Not only is such power unneeded to protect consumers, as I explain in the article, it would also be genuinely dangerous for the CFPB to possess. The CFPB, which hasn’t yet resolved the aforementioned data breach, would have access under this rule to even more consumer data. As I ask in the article, “what are the restrictions on the CFPB if it can view everything – including customer transactions?”

I also bring up in the article that the CFPB, given its role in Operation Choke Point in the Obama administration, could use such new power for “possible jawboning of an industry with a political agenda.” I explain that, as in Choke Point, the CFPB could muscle FinTech apps and platforms into cutting off financial services to individuals and industries the government deems a “reputational risk.” Recent revelations of bank regulators asking banks to hand over broad swaths of data on consumers who made references to “Trump” and “Maga” or even made purchases at outdoor stores such as Cabella’s should heighten these concerns about misuse of data by CFPB and other financial regulators.

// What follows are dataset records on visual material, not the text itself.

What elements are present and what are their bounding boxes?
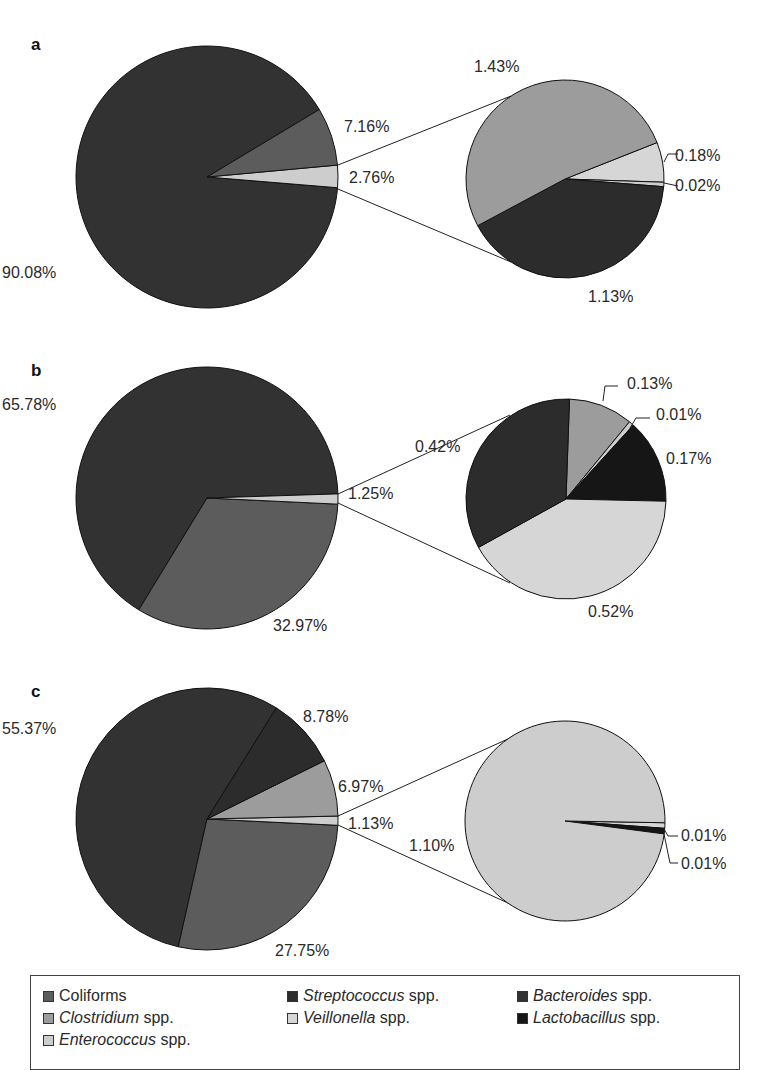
legend-item-streptococcus: Streptococcus spp.	[287, 987, 439, 1005]
panel-c: c55.37%8.78%6.97%1.13%27.75%1.10%0.01%0.…	[2, 682, 726, 959]
main-slice-label: 1.13%	[348, 815, 393, 832]
exploded-slice-label: 0.02%	[675, 177, 720, 194]
main-slice-label: 90.08%	[2, 264, 56, 281]
legend-item-lactobacillus: Lactobacillus spp.	[517, 1009, 660, 1027]
main-slice-label: 32.97%	[273, 617, 327, 634]
panel-b: b65.78%32.97%1.25%0.42%0.13%0.01%0.17%0.…	[2, 361, 711, 634]
legend-item-clostridium: Clostridium spp.	[43, 1009, 174, 1027]
label-leader-line	[603, 386, 618, 401]
swatch-icon	[43, 991, 54, 1002]
main-pie-slice-3	[178, 819, 338, 950]
swatch-icon	[517, 991, 528, 1002]
legend-item-veillonella: Veillonella spp.	[287, 1009, 410, 1027]
panel-label-b: b	[31, 361, 41, 380]
exploded-slice-label: 1.43%	[474, 58, 519, 75]
exploded-slice-label: 0.13%	[627, 375, 672, 392]
legend: Coliforms Streptococcus spp. Bacteroides…	[30, 975, 740, 1070]
exploded-slice-label: 1.10%	[409, 837, 454, 854]
legend-item-coliforms: Coliforms	[43, 987, 127, 1005]
panel-a: a90.08%7.16%2.76%1.43%0.18%0.02%1.13%	[2, 35, 720, 308]
exploded-slice-label: 0.18%	[675, 147, 720, 164]
pie-chart-figure: a90.08%7.16%2.76%1.43%0.18%0.02%1.13% b6…	[0, 0, 766, 975]
exploded-slice-label: 1.13%	[588, 288, 633, 305]
legend-item-bacteroides: Bacteroides spp.	[517, 987, 652, 1005]
main-slice-label: 7.16%	[344, 118, 389, 135]
main-slice-label: 6.97%	[338, 778, 383, 795]
main-slice-label: 2.76%	[349, 169, 394, 186]
label-leader-line	[664, 834, 678, 863]
label-leader-line	[664, 829, 678, 836]
exploded-slice-label: 0.01%	[681, 855, 726, 872]
main-slice-label: 27.75%	[275, 942, 329, 959]
exploded-slice-label: 0.42%	[415, 438, 460, 455]
exploded-pie-slice-2	[465, 721, 665, 921]
exploded-slice-label: 0.17%	[666, 450, 711, 467]
exploded-slice-label: 0.52%	[588, 603, 633, 620]
main-slice-label: 55.37%	[2, 720, 56, 737]
panel-label-a: a	[31, 35, 41, 54]
swatch-icon	[43, 1013, 54, 1024]
exploded-slice-label: 0.01%	[681, 827, 726, 844]
swatch-icon	[287, 991, 298, 1002]
exploded-slice-label: 0.01%	[656, 406, 701, 423]
main-slice-label: 65.78%	[2, 396, 56, 413]
legend-item-enterococcus: Enterococcus spp.	[43, 1031, 191, 1049]
swatch-icon	[43, 1035, 54, 1046]
swatch-icon	[287, 1013, 298, 1024]
panel-label-c: c	[31, 682, 40, 701]
swatch-icon	[517, 1013, 528, 1024]
main-slice-label: 1.25%	[348, 485, 393, 502]
main-slice-label: 8.78%	[303, 708, 348, 725]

In comments on the CFPB rule, the internet trade association NetChoice makes a good case that the CFPB is exceeding its authority from Congress in the power grab it is proposing. “Simply put, the CFPB’s proposed rule to regulate non-bank digital wallet and payment app providers is a substantial expansion of its regulatory authority that raises new and novel concerns,” NetChoice states.

Also expressing concerns about the proposed rule is the Blockchain Association, a leading trade group for firms involved in cryptocurrency. The group points out in its comments to the CFPB that the rule asserts authority of some “digital assets” and could extend to crypto trading platforms. The comments state that “as a threshold matter, the CFPB has not established jurisdiction over digital assets by way of an independent rulemaking process, which it must do if it
seeks to supervise the sector.”

Such attempted power grabs by the CFPB show why the CFPB needs to be subject to the Congressional appropriations process, instead of getting its funds from the Federal Reserve. Hopefully, the Supreme Court will subject the CFPB to this structure in its upcoming ruling in CFPB v. CFSA. As I have stated previously, “CFPB’s bypassing of the congressional appropriations process — enabled by Dodd-Frank — has allowed it to escape accountability for regulation that imposes crushing costs to community banks, credit unions, and the very consumers it claims to protect.”